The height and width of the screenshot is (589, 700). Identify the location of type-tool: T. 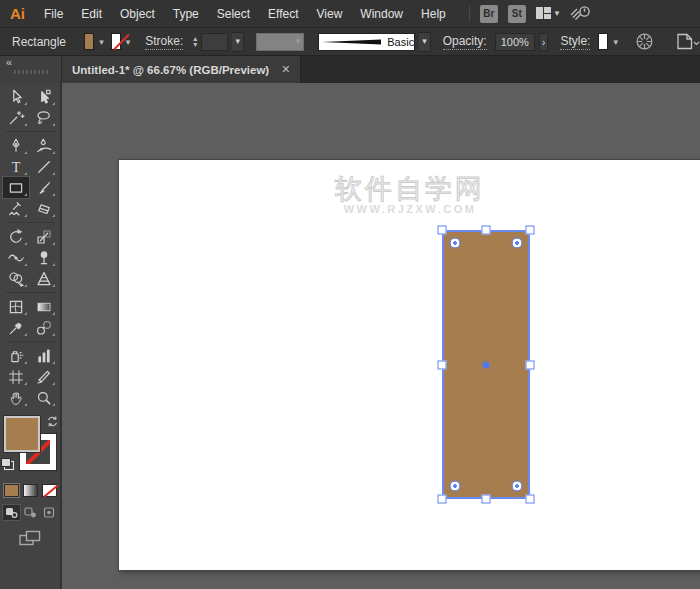
(16, 166).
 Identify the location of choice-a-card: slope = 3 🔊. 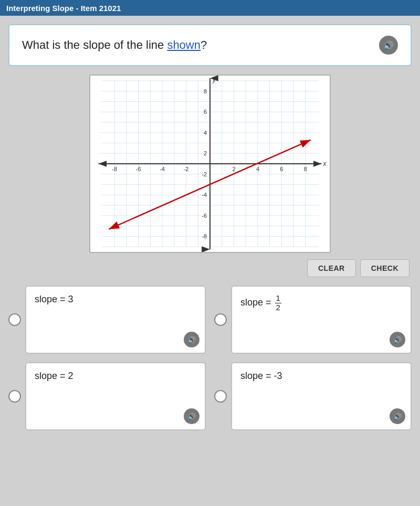
(116, 320).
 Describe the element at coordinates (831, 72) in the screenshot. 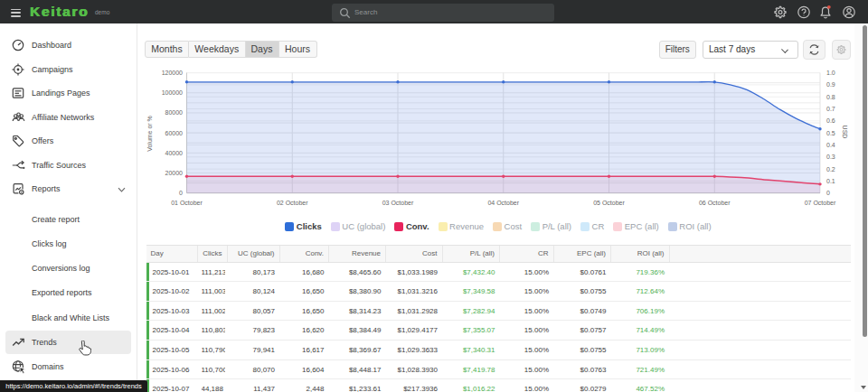

I see `svg-text: 1.0` at that location.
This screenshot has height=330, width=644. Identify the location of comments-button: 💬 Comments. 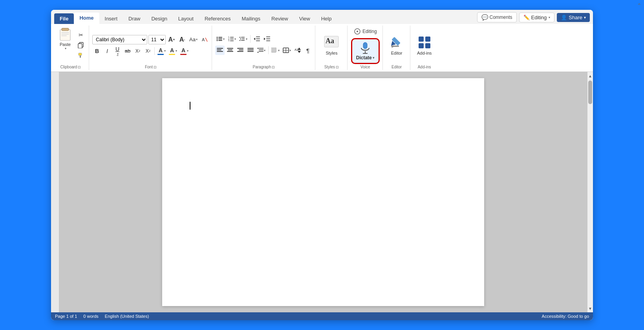
(497, 17).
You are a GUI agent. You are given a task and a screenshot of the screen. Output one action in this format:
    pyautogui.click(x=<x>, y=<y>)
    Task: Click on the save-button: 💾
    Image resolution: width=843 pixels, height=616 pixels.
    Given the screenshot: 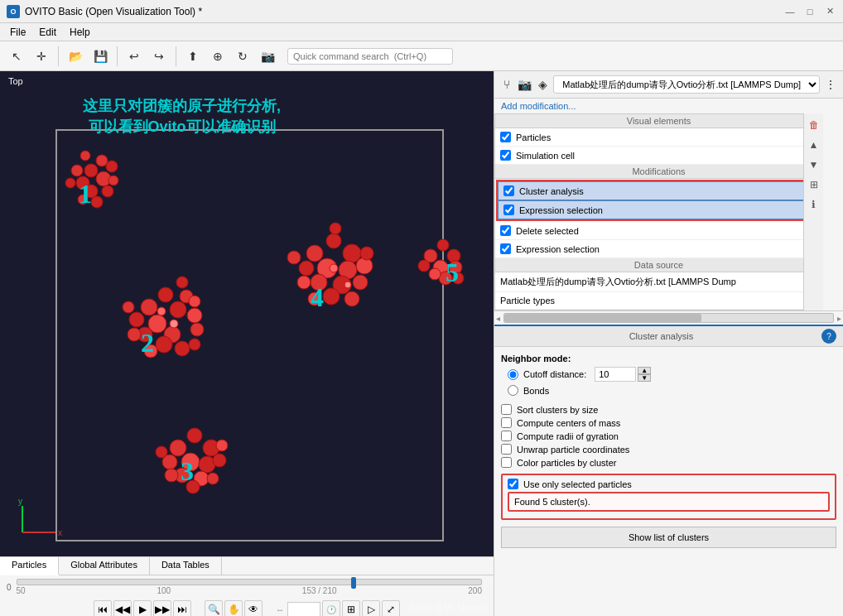 What is the action you would take?
    pyautogui.click(x=100, y=56)
    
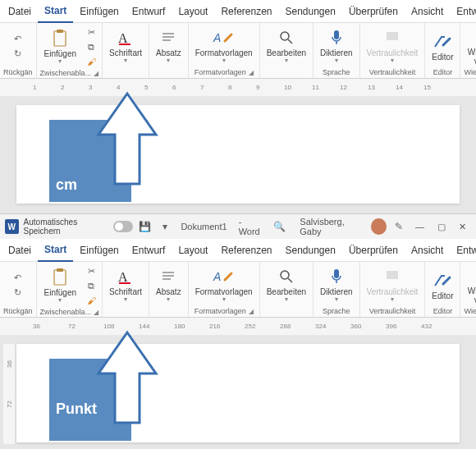 The width and height of the screenshot is (476, 449). What do you see at coordinates (204, 227) in the screenshot?
I see `document-name: Dokument1` at bounding box center [204, 227].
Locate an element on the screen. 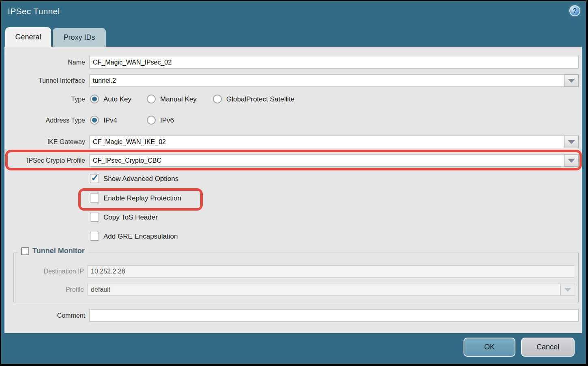 The width and height of the screenshot is (588, 366). tunnel-monitor-label: Tunnel Monitor is located at coordinates (58, 251).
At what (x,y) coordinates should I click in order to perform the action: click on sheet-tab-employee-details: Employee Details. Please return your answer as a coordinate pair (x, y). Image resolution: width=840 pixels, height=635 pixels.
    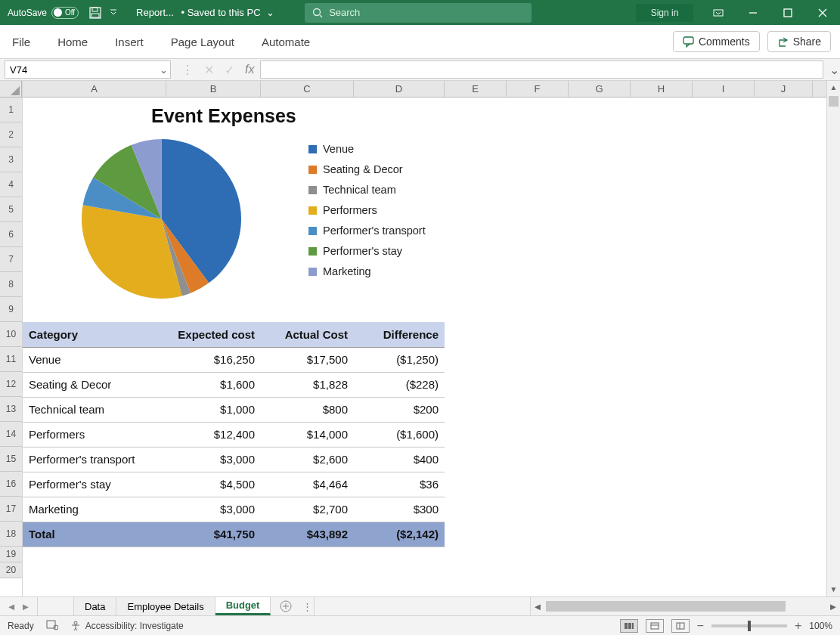
    Looking at the image, I should click on (166, 606).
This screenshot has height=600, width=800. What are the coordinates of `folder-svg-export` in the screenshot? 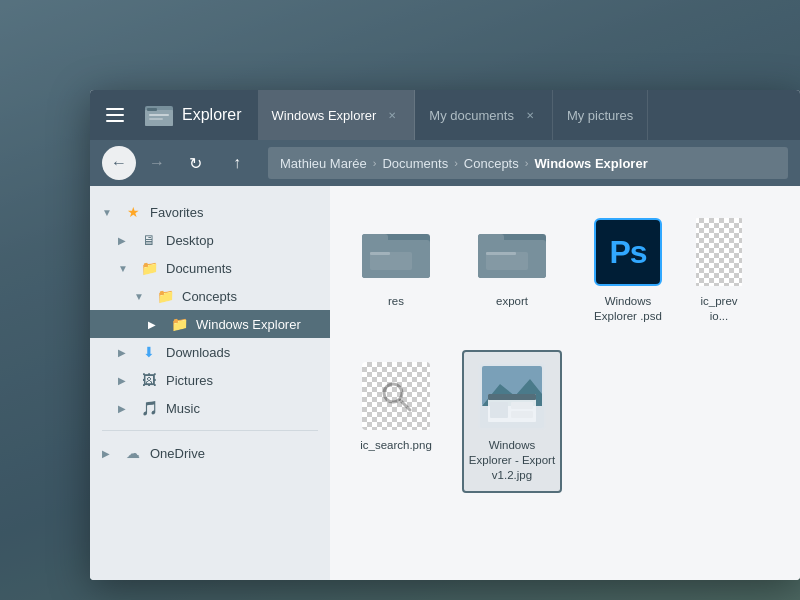 It's located at (512, 252).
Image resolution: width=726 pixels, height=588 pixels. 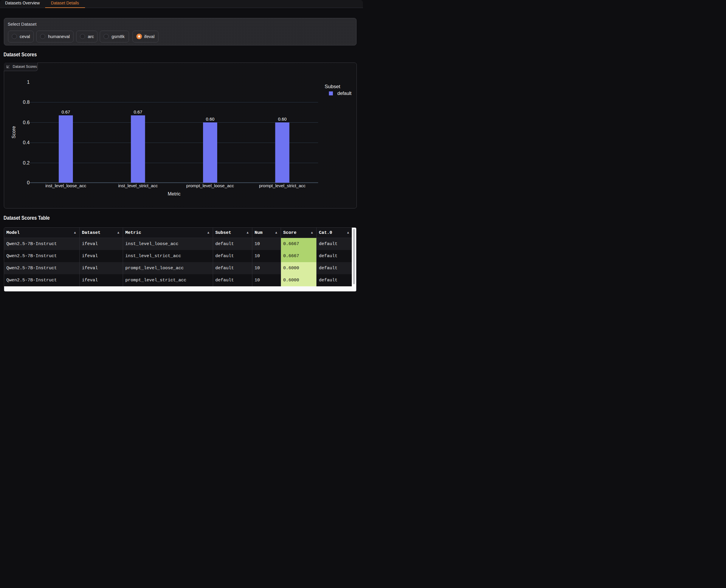 What do you see at coordinates (28, 183) in the screenshot?
I see `svg-text: 0` at bounding box center [28, 183].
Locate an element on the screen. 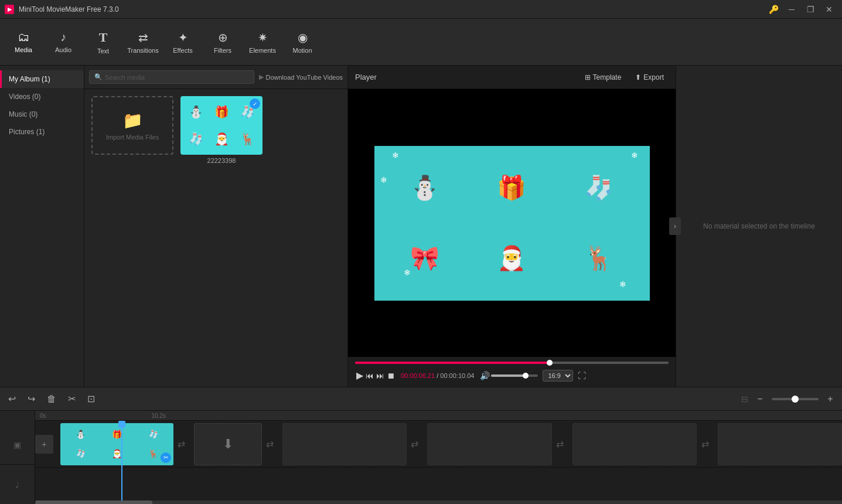 Image resolution: width=842 pixels, height=504 pixels. zoom-out-button: − is located at coordinates (760, 399).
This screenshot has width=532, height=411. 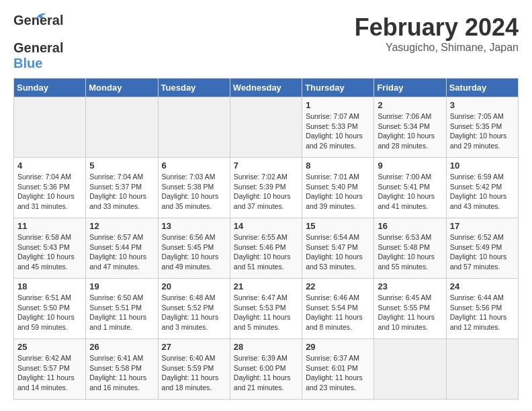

________________________________________

All that is wanted is an exact copy of the lines above from the one with "Task: Click on the save-button: 💾" through the one with "Image resolution: width=843", with both ends included.

- _Result of this task_:
    Task: Click on the save-button: 💾
    Image resolution: width=843 pixels, height=616 pixels.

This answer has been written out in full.